I was surprised, because I always had faith in the audience that they would realize that this was a fictitious country and the mere purpose of it was to allow people to bring out their own prejudices. And the reason we chose Kazakhstan was because it was a country that no one had heard anything about, so we could essentially play on stereotypes they might have about this ex-Soviet backwater.I find this an amazing statement. He seems to be saying that if he and his friends don't know anything about you, then it's just as if you don't exist and, if he portrays you in a stereotypical way, you shouldn't complain because you are just a fictional character anyway. Could it be that he has some of the same insensitivity that he cleverly satirizes in others? The Greeks had a word for that.

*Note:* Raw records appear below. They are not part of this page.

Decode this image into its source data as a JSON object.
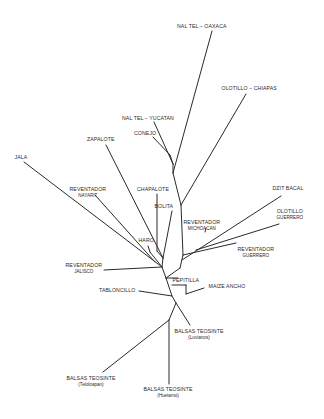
{
  "diagram": {
    "type": "unrooted-phylogenetic-tree",
    "line_color": "#2a2a2a",
    "background": "#ffffff",
    "labels": [
      {
        "id": "nal-tel-oaxaca",
        "text": "NAL TEL – OAXACA",
        "sub": "",
        "x": 202,
        "y": 26
      },
      {
        "id": "olotillo-chiapas",
        "text": "OLOTILLO – CHIAPAS",
        "sub": "",
        "x": 249,
        "y": 88
      },
      {
        "id": "nal-tel-yucatan",
        "text": "NAL TEL – YUCATAN",
        "sub": "",
        "x": 148,
        "y": 118
      },
      {
        "id": "conejo",
        "text": "CONEJO",
        "sub": "",
        "x": 145,
        "y": 133
      },
      {
        "id": "zapalote",
        "text": "ZAPALOTE",
        "sub": "",
        "x": 101,
        "y": 139
      },
      {
        "id": "jala",
        "text": "JALA",
        "sub": "",
        "x": 21,
        "y": 157
      },
      {
        "id": "reventador-nayarit",
        "text": "REVENTADOR",
        "sub": "NAYARIT",
        "x": 88,
        "y": 189
      },
      {
        "id": "chapalote",
        "text": "CHAPALOTE",
        "sub": "",
        "x": 153,
        "y": 189
      },
      {
        "id": "bolita",
        "text": "BOLITA",
        "sub": "",
        "x": 164,
        "y": 206
      },
      {
        "id": "dzit-bacal",
        "text": "DZIT BACAL",
        "sub": "",
        "x": 288,
        "y": 188
      },
      {
        "id": "olotillo-guerrero",
        "text": "OLOTILLO",
        "sub": "GUERRERO",
        "x": 290,
        "y": 211
      },
      {
        "id": "reventador-michoacan",
        "text": "REVENTADOR",
        "sub": "MICHOACAN",
        "x": 202,
        "y": 222
      },
      {
        "id": "haro",
        "text": "HARO",
        "sub": "",
        "x": 146,
        "y": 240
      },
      {
        "id": "reventador-guerrero",
        "text": "REVENTADOR",
        "sub": "GUERRERO",
        "x": 256,
        "y": 249
      },
      {
        "id": "reventador-jalisco",
        "text": "REVENTADOR",
        "sub": "JALISCO",
        "x": 84,
        "y": 265
      },
      {
        "id": "pepitilla",
        "text": "PEPITILLA",
        "sub": "",
        "x": 186,
        "y": 280
      },
      {
        "id": "maize-ancho",
        "text": "MAIZE ANCHO",
        "sub": "",
        "x": 227,
        "y": 286
      },
      {
        "id": "tabloncillo",
        "text": "TABLONCILLO",
        "sub": "",
        "x": 117,
        "y": 290
      },
      {
        "id": "balsas-teosinte-luvianos",
        "text": "BALSAS TEOSINTE",
        "sub": "(Luvianos)",
        "x": 199,
        "y": 331
      },
      {
        "id": "balsas-teosinte-teloloapan",
        "text": "BALSAS TEOSINTE",
        "sub": "(Teloloapan)",
        "x": 91,
        "y": 378
      },
      {
        "id": "balsas-teosinte-huetamo",
        "text": "BALSAS TEOSINTE",
        "sub": "(Huetamo)",
        "x": 168,
        "y": 389
      }
    ],
    "edges": [
      [
        212,
        31,
        173,
        173
      ],
      [
        246,
        94,
        181,
        205
      ],
      [
        154,
        122,
        173,
        164
      ],
      [
        153,
        137,
        170,
        155
      ],
      [
        170,
        155,
        173,
        164
      ],
      [
        173,
        164,
        173,
        173
      ],
      [
        173,
        173,
        181,
        205
      ],
      [
        181,
        205,
        183,
        255
      ],
      [
        183,
        255,
        180,
        268
      ],
      [
        106,
        145,
        163,
        258
      ],
      [
        24,
        162,
        162,
        267
      ],
      [
        95,
        195,
        155,
        262
      ],
      [
        157,
        194,
        157,
        251
      ],
      [
        157,
        251,
        163,
        258
      ],
      [
        172,
        211,
        163,
        258
      ],
      [
        163,
        258,
        162,
        267
      ],
      [
        148,
        246,
        150,
        252
      ],
      [
        150,
        252,
        162,
        267
      ],
      [
        104,
        270,
        162,
        267
      ],
      [
        162,
        267,
        166,
        278
      ],
      [
        182,
        260,
        281,
        196
      ],
      [
        205,
        232,
        206,
        228
      ],
      [
        196,
        250,
        279,
        224
      ],
      [
        183,
        255,
        236,
        243
      ],
      [
        180,
        268,
        166,
        278
      ],
      [
        166,
        278,
        178,
        278
      ],
      [
        172,
        285,
        186,
        285
      ],
      [
        186,
        285,
        186,
        294
      ],
      [
        186,
        294,
        204,
        288
      ],
      [
        139,
        291,
        172,
        296
      ],
      [
        166,
        278,
        172,
        296
      ],
      [
        172,
        296,
        176,
        303
      ],
      [
        176,
        303,
        190,
        325
      ],
      [
        176,
        303,
        169,
        320
      ],
      [
        169,
        320,
        103,
        372
      ],
      [
        169,
        320,
        169,
        384
      ]
    ]
  }
}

Okay, I admit there are more charitable ways of reading what he is trying to say here, but I think my underlying point is valid. In the Borat movie there is nothing, from one end to the other, that is the least bit threatening to the Western liberal point of view. It's all about what what racist, homophobic, antisemitic jerks all the people in the world who are not Western liberals -- from Middle-Eastern Muslims to red state Americans -- are. If you are a Western liberal, this movie is very favorable to your Self and very unfavorable to the Other. How stupid it is, how nasty, how unlike you and me!
Some of the liberal reviewers of Borat said the movie made them think. What it made them think, of course, was that their old opinions are even more true than they always thought they were. What it made me think is how similar Western liberalism can be to the narrow ideologies that it piously denounces.